Is the Stay or Go Wheel meant to make my decision for me?

No. It's a low-pressure tie-breaker that surfaces one option so you can gauge your gut reaction to it. You stay fully in charge of the final call, treat the result as a conversation starter with yourself, not a command.

What do the 'Pray again' and 'Ask for counsel' options mean?

They're honest alternatives to a snap yes-or-no. 'Ask for counsel' nudges you to bring in a trusted person before deciding, and 'Pray again' invites a reflective pause for those who lean on faith. Both acknowledge that some choices need more time, not more pressure.

Does this wheel give spiritual guidance or messages?

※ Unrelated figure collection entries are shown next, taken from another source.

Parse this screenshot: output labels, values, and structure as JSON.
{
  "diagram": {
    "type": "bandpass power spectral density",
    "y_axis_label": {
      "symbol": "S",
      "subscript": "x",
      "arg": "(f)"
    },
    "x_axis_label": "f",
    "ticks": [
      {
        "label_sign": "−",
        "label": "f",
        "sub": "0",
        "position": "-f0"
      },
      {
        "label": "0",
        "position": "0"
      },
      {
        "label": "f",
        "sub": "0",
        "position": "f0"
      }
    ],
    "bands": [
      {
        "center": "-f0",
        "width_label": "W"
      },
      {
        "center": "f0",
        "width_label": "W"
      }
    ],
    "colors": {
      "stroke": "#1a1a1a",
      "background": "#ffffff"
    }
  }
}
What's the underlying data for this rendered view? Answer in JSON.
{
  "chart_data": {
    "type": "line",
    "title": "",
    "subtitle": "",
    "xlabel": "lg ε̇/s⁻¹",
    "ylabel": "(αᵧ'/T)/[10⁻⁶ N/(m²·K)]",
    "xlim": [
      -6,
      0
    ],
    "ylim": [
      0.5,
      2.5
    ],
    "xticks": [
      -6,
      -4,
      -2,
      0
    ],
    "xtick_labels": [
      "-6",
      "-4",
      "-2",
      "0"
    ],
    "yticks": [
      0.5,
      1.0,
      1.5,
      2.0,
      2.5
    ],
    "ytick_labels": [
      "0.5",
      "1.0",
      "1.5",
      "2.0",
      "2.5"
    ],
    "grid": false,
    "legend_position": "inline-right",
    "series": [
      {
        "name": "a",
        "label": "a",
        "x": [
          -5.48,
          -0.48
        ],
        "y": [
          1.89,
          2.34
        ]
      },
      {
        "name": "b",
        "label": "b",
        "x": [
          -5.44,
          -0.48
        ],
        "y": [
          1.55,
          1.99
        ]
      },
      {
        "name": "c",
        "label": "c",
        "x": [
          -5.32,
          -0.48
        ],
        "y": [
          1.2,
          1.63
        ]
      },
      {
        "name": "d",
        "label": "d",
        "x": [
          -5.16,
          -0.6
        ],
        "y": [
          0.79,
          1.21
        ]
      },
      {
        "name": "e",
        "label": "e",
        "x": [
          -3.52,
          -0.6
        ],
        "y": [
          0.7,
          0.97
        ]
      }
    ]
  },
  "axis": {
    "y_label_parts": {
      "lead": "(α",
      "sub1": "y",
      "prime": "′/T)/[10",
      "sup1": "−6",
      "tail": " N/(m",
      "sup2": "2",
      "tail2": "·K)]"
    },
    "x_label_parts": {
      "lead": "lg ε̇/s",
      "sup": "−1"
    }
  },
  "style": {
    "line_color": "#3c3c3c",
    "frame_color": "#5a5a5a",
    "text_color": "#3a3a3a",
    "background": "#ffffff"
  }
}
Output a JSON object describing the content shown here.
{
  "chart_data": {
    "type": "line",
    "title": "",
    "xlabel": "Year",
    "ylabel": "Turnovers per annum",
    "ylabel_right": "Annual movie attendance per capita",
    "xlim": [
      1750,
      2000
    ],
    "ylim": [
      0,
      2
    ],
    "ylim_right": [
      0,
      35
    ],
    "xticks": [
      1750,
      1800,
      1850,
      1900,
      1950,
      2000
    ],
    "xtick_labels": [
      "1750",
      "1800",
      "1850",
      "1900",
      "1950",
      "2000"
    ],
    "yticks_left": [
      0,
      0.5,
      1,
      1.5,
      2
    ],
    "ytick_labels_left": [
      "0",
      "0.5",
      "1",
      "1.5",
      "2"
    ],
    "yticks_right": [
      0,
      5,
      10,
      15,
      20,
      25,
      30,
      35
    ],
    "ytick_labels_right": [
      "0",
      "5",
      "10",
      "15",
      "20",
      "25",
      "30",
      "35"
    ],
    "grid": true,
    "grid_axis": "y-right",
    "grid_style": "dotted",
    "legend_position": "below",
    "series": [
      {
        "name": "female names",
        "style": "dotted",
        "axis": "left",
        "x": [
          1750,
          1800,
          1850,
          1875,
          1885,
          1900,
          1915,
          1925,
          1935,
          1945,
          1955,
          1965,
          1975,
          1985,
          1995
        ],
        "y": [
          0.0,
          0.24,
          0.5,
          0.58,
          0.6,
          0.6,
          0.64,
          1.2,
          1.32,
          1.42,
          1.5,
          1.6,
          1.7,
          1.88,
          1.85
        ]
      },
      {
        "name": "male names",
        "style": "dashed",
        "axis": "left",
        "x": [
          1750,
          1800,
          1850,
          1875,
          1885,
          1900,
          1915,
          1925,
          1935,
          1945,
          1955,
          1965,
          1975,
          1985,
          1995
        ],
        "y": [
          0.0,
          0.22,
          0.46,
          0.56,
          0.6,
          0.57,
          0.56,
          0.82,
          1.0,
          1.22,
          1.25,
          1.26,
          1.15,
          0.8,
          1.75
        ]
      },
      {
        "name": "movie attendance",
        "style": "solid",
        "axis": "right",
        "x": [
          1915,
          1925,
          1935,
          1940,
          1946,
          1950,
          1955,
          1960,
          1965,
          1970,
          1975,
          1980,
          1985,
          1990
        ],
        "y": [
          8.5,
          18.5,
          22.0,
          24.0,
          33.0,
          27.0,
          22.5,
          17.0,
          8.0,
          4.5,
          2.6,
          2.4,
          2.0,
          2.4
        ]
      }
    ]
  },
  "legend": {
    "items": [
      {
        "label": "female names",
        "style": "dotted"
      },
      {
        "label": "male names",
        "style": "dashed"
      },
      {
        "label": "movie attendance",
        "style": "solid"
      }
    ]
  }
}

No, and it's important to be clear: this is a reflection aid, not a source of spiritual answers or fortune-telling. If faith shapes your decisions, use the wheel as a prompt to slow down and discern, the meaning comes from your own reflection, prayer, or counsel, never from the spin itself.

Can I change the options on the wheel?

Yes. The defaults (Stay, Go, Wait, Ask for counsel, Pray again) are a starting point. Edit them to fit your exact situation, swap in things like 'Give it 30 days' or 'Talk to them first' so the outcomes match your real choices.

What if I don't like the answer it lands on?

That's actually the most useful outcome. Disliking a result usually means part of you already leaned the other way. Notice that resistance, it often reveals the decision you were quietly ready to make all along.

When should I use this instead of just making a list of pros and cons?

Use it when you've already listed the pros and cons and you're still stuck circling. A wheel is best for breaking analysis paralysis, not replacing genuine thought, it gives your instinct something concrete to react to when logic alone has stalled.